Where are the measurements from?
The planet's radius/size was measured photometrically when it passed between us and its star (an occlusion, like an eclipse). They don't have the resolution to see the planet, but they can measure the reduction in the star's brightness when it occludes, and hence how big of a cross-section it has.
http://en.wikipedia.org/wiki/Transiting_extrasolar_planets#T...
The mass was discovered by measuring the gravitational effect on its star. It is a very tiny effect -- it's too small to see any difference in the star's position. But small changes in velocity shift the frequency of its emitted light, and that can be detected. This is a very small effect: the star's velocity variation due to this planet is just 6.3 meters/second, and it was measured with 0.2 meter/second precision! That's how they know the mass to within 5% accuracy.

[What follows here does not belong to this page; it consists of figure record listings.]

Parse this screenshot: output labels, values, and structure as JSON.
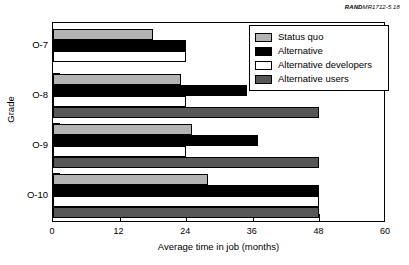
{
  "source_credit": {
    "prefix": "RAND",
    "id": "MR1712-5.18"
  },
  "chart_data": {
    "type": "bar",
    "orientation": "horizontal",
    "title": "",
    "subtitle": "",
    "xlabel": "Average time in job (months)",
    "ylabel": "Grade",
    "categories": [
      "O-7",
      "O-8",
      "O-9",
      "O-10"
    ],
    "xlim": [
      0,
      60
    ],
    "xticks": [
      0,
      12,
      24,
      36,
      48,
      60
    ],
    "xtick_labels": [
      "0",
      "12",
      "24",
      "36",
      "48",
      "60"
    ],
    "grid": false,
    "legend_position": "top-right",
    "series": [
      {
        "name": "Status quo",
        "color": "#b3b3b3",
        "values": [
          18,
          23,
          25,
          28
        ]
      },
      {
        "name": "Alternative",
        "color": "#000000",
        "values": [
          24,
          35,
          37,
          48
        ]
      },
      {
        "name": "Alternative developers",
        "color": "#ffffff",
        "values": [
          24,
          24,
          24,
          48
        ]
      },
      {
        "name": "Alternative users",
        "color": "#575757",
        "values": [
          null,
          48,
          48,
          48
        ]
      }
    ]
  }
}
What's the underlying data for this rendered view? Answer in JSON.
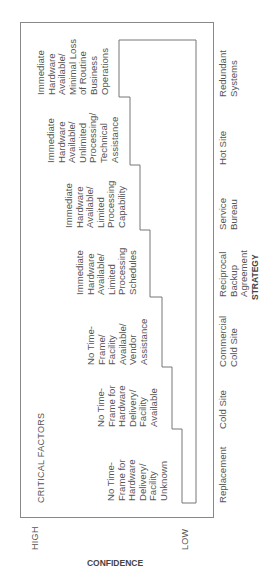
{
  "diagram": {
    "title": "CRITICAL FACTORS",
    "x_axis_label": "STRATEGY",
    "y_axis_label": "CONFIDENCE",
    "y_axis_high": "HIGH",
    "y_axis_low": "LOW",
    "strategies": [
      {
        "label": "Replacement",
        "factor": "No Time-\nFrame for\nHardware\nDelivery/\nFacility\nUnknown"
      },
      {
        "label": "Cold Site",
        "factor": "No Time-\nFrame for\nHardware\nDelivery/\nFacility\nAvailable"
      },
      {
        "label": "Commercial\nCold Site",
        "factor": "No Time-\nFrame/\nFacility\nAvailable/\nVendor\nAssistance"
      },
      {
        "label": "Reciprocal\nBackup\nAgreement",
        "factor": "Immediate\nHardware\nAvailable/\nLimited\nProcessing\nSchedules"
      },
      {
        "label": "Service\nBureau",
        "factor": "Immediate\nHardware\nAvailable/\nLimited\nProcessing\nCapability"
      },
      {
        "label": "Hot Site",
        "factor": "Immediate\nHardware\nAvailable/\nUnlimited\nProcessing/\nTechnical\nAssistance"
      },
      {
        "label": "Redundant\nSystems",
        "factor": "Immediate\nHardware\nAvailable/\nMinimal Loss\nof Routine\nBusiness\nOperations"
      }
    ],
    "line_color": "#777777"
  }
}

http://en.wikipedia.org/wiki/Radial_velocity_method
http://arxiv.org/pdf/1208.5709v1.pdf
The star's element composition is known by spectrometry -- measuring how much of an atom or ion is at its surface, by how much that atom absorbs light of a specific color.
http://spiff.rit.edu/classes/phys230/lectures/spec_interp/sp...
http://en.wikipedia.org/wiki/Spectrometer
You can do it yourself. Do you know why the sky is blue? Because blue light waves are scattered by molecules in our atmosphere. The light emanating from distant stars also interact with the molecules in the star and nearby planets etc.
Also wouldn't the light only show us what's on the surface? Or perhaps only the atmosphere? They seem to know there's diamond inside the planet.
My understanding is that the assumption of diamond is made by making many measurements of the absorption spectra of the star to try and get an idea of what kind of matter is floating around it as dust and gas and from that trying to work out what the balance of chemistry in that system is likely to be.
You can also look at the star's spectra during a transit of the planet and use that to work out information about the atmosphere and surface.
At the end of the day, they do not know what is inside the planet, this is just their best guess based on what they can measure.
Meaningful quantities of helium are not going to form outside the center of stars. But that doesn't mean the universe isn't littered with it due to star explosions and such. There's plenty of reason to think that diamond will exist in places that it didn't originally form.
As to helium, there is plenty of it on earth to do all sorts of useful things.
PS: Yea, that means diamonds are not forever.
Earth has no shortage of water, either (if you include salt water). But in space, water is one of the most valuable things imaginable. It's rocket fuel, humans need to drink it, etc. Perhaps diamond would be similar.
OP says mining diamonds from outer space is nonsense, with good arguments, and you say ... what exactly? That space-mined diamonds are somehow more valuable than earth-produced ones?
I say, show respect for those with opinions. Maybe diamonds in space are 100% useless, I would be totally willing to accept that fact. I'm only upset at the rudeness and name calling.
> That space-mined diamonds are somehow more valuable than earth-produced ones?
If, in 20 years, we find a use for diamonds in space, then yes, they would be much more valuable than Earth ones since you don't have to transport them to space. Additionally, it seems quite likely to me that a strong compound like diamond would indeed have its use in space.
There is indeed some chance that mining diamonds from far-off planets would make economical sense. But there is some chance for almost anything happening. It's a trivial statement that doesn't add anything IMO.
Just because they're not on this planet...
or a small asteroid, which has a negligible gravity well.